Patrick Freyne, 15 Apr 2009

“People are always trying to find benchmarks,” says David Kitt. “Making records breaks your life up into these convenient two-year sections, and when a new record comes along journalists need you to explain what’s changed since the last one, but that’s not always really that representative of what’s really going on. And often when I think about interviews a few days later I realise that I’d give totally different answers in retrospect.”
So with that caveat, it’s benchmark time. For the past two and half years David Kitt’s been living alone, working through the night and putting in 80-hour weeks into his music in a flat/studio somewhere along Dublin’s grand canal. As the label infrastructure that sustained him for the first part of his career fell apart, and the bills accumulated in the hall, he rediscovered his musical mojo, churned out two songs a day and released The Nightsaver, the first of two albums he plans to release in 2009. And it is, as we journalists say, a return to form, with beautiful home production, and some genuine, sincere, uncontrived gems.

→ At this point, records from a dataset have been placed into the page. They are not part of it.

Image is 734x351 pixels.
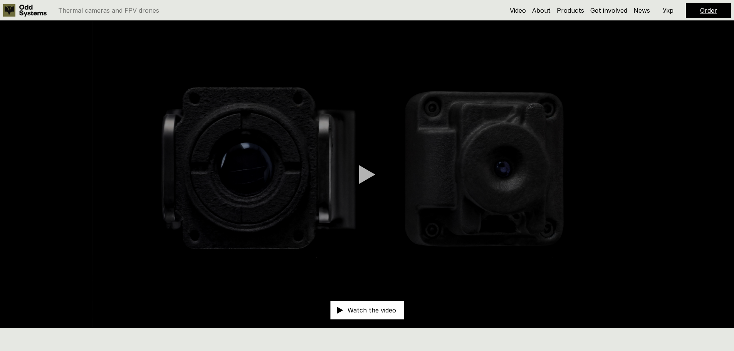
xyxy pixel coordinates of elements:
[590,7,627,14] a: Get involved
[633,7,650,14] a: News
[557,7,584,14] a: Products
[700,7,717,14] a: Order
[532,7,550,14] a: About
[58,7,159,13] p: Thermal cameras and FPV drones
[662,7,673,13] p: Укр
[510,7,526,14] a: Video
[347,307,396,313] p: Watch the video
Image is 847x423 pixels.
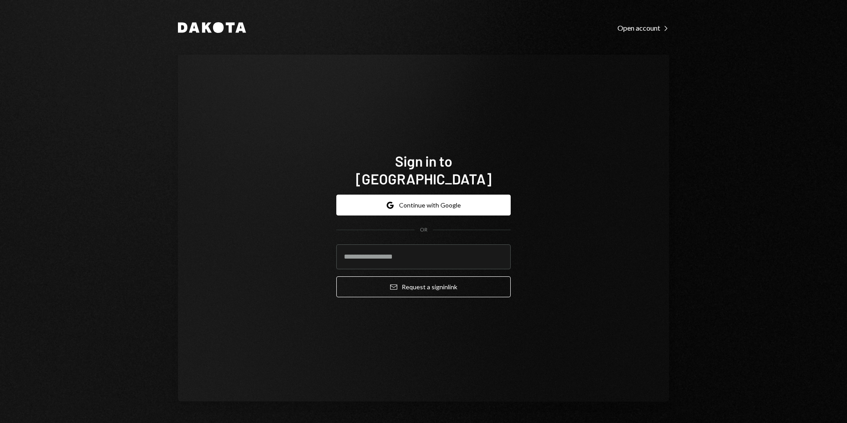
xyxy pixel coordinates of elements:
[617,23,669,32] a: Open account
[336,277,511,298] button: Request a signinlink
[336,195,511,216] button: Continue with Google
[617,24,669,32] div: Open account
[420,226,427,234] div: OR
[336,152,511,188] h1: Sign in to [GEOGRAPHIC_DATA]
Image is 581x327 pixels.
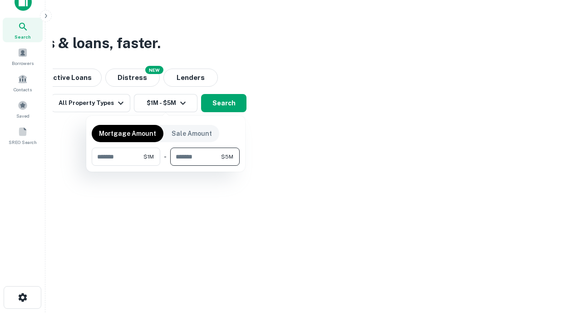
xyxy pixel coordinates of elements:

“You know when you’re 17 and find the three other freaks in the town and you sit around drinking cans listening to indie music?” he asks. “Well, there’s been a healthy kind of gang of misfits around me in the last couple of years, and that’s helped me make more sense of myself, how I fit into living in Dublin, and why I do what I do. From the music-making end of things, I felt like I’d found a way of taking everything that influenced me and distilling it down into one thing, as opposed to trying to make each record in a certain style. I really felt that that was something very, very simple that I’d lost for a while. I really want to get the records out there and share the music that’s important to me, but there’s still songs coming every day... two a day almost. I’ve never experienced anything like it before. And after all that, two different records started taking shape. One was this record and the other was the Spilly Walker one.”